Judge Miller’s Selective Enforcement

On January 24, 2022, Judge Kevin Miller signed an Amended Protective Order in Stevenson v. Stevenson, Case No. 56-CV-20-2928. That order, like the original from July 22, 2021, imposed strict confidentiality requirements on litigants—mandating that any court filings or disclosures involving designated “Confidential” information be filed under seal and restricted to authorized persons.

But when Defendants and their attorneys in that case repeatedly violated those terms—filing sensitive, confidential deposition content in public court documents and uploading protected materials to unsecured websites—Judge Miller took no action. Plaintiffs’ counsel formally notified Judge Miller of these violations in a detailed letter dated March 21, 2023. Despite citing binding authority and requesting prompt correction, no sanctions followed. Judge Miller did not issue a ruling, hearing, or even a docket entry addressing these violations. Instead, on June 16, 2023, he dismissed the entire case on summary judgment, stating in his order that “[a]ll other pending motions and requests are dismissed as moot”.

This failure to enforce a court-approved protective order is not a trivial oversight. Protective orders are not window dressing—they are judicial promises to parties that confidential information disclosed during litigation will not be misused or made public without consequence. Judge Miller’s silence in the face of direct violations undermines the integrity of that promise.

This failure is especially troubling given that Judge Miller continues to approve protective orders in other cases. In Christiansen Keefe v. Kronemann Construction (Otter Tail County, 56-CV-23-1802) and Precision Locating v. Starkebaum (56-CV-25-198), Judge Miller recently signed detailed stipulations imposing similar confidentiality restrictions. Litigants in those cases may assume they are protected by enforceable rules—but the record in Stevenson suggests otherwise.

The implications are serious:

  • Predictable, uneven enforcement: Judge Miller dismissed Stevenson without resolving the outstanding request concerning protective order violations. This sends a clear message: confidentiality orders may be selectively enforced—or ignored altogether.
  • Erosion of good faith discovery: Parties relying on such orders to disclose sensitive health, financial, or personal information may hesitate in the future, knowing their reliance may not be honored.
  • Institutional inconsistency: It is unreasonable—and arguably unethical—for a judge to sign off on new protective orders while refusing to enforce nearly identical terms in a case before him.

For litigants in Otter Tail County, this serves as a cautionary tale. Before stipulating to confidentiality provisions under Judge Miller’s jurisdiction, ask a critical question: Will these terms actually be enforced? In Stevenson, the answer was a resounding no.

Justice demands more than a rubber stamp. It requires accountability.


■ Brief:
Reproduce word for word the line holding "UI element localization: list" and all lines after it in the data, through the end, leaving out pictures.

■ Source data:
*** Begin section ***

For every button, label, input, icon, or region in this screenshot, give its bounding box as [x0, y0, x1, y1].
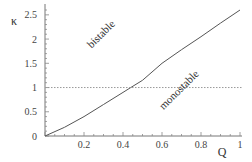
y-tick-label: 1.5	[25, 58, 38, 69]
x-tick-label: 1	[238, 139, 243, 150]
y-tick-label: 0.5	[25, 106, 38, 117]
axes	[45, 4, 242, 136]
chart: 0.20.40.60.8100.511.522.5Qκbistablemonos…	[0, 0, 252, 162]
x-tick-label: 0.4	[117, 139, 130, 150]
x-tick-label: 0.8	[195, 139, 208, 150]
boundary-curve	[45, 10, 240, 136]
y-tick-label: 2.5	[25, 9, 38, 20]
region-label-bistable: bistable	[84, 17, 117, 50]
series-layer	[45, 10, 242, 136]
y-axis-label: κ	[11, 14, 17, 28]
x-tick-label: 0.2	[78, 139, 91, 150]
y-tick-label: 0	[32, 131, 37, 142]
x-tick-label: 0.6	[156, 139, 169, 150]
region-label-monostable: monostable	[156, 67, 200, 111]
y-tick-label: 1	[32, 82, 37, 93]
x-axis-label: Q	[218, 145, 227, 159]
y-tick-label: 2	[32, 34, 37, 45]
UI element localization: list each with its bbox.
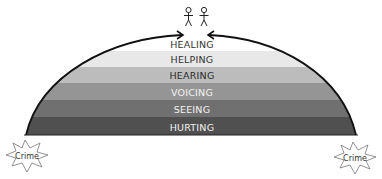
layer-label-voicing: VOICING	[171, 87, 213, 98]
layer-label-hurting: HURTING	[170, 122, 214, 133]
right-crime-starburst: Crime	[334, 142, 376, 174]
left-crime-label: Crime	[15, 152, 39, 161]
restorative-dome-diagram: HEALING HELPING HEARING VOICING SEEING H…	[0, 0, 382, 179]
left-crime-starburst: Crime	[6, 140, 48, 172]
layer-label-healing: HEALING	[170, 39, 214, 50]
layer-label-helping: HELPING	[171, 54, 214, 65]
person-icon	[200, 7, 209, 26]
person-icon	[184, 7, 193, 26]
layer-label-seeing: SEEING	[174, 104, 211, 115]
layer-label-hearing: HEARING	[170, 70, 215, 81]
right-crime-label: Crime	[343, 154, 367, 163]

*** End section ***

■ Answer for the task:
UI element localization: list each with its bbox.
layer-label-voicing: VOICING	[171, 87, 213, 98]
layer-label-hurting: HURTING	[170, 122, 214, 133]
right-crime-starburst: Crime	[334, 142, 376, 174]
left-crime-label: Crime	[15, 152, 39, 161]
restorative-dome-diagram: HEALING HELPING HEARING VOICING SEEING H…	[0, 0, 382, 179]
left-crime-starburst: Crime	[6, 140, 48, 172]
layer-label-healing: HEALING	[170, 39, 214, 50]
layer-label-helping: HELPING	[171, 54, 214, 65]
person-icon	[200, 7, 209, 26]
person-icon	[184, 7, 193, 26]
layer-label-seeing: SEEING	[174, 104, 211, 115]
layer-label-hearing: HEARING	[170, 70, 215, 81]
right-crime-label: Crime	[343, 154, 367, 163]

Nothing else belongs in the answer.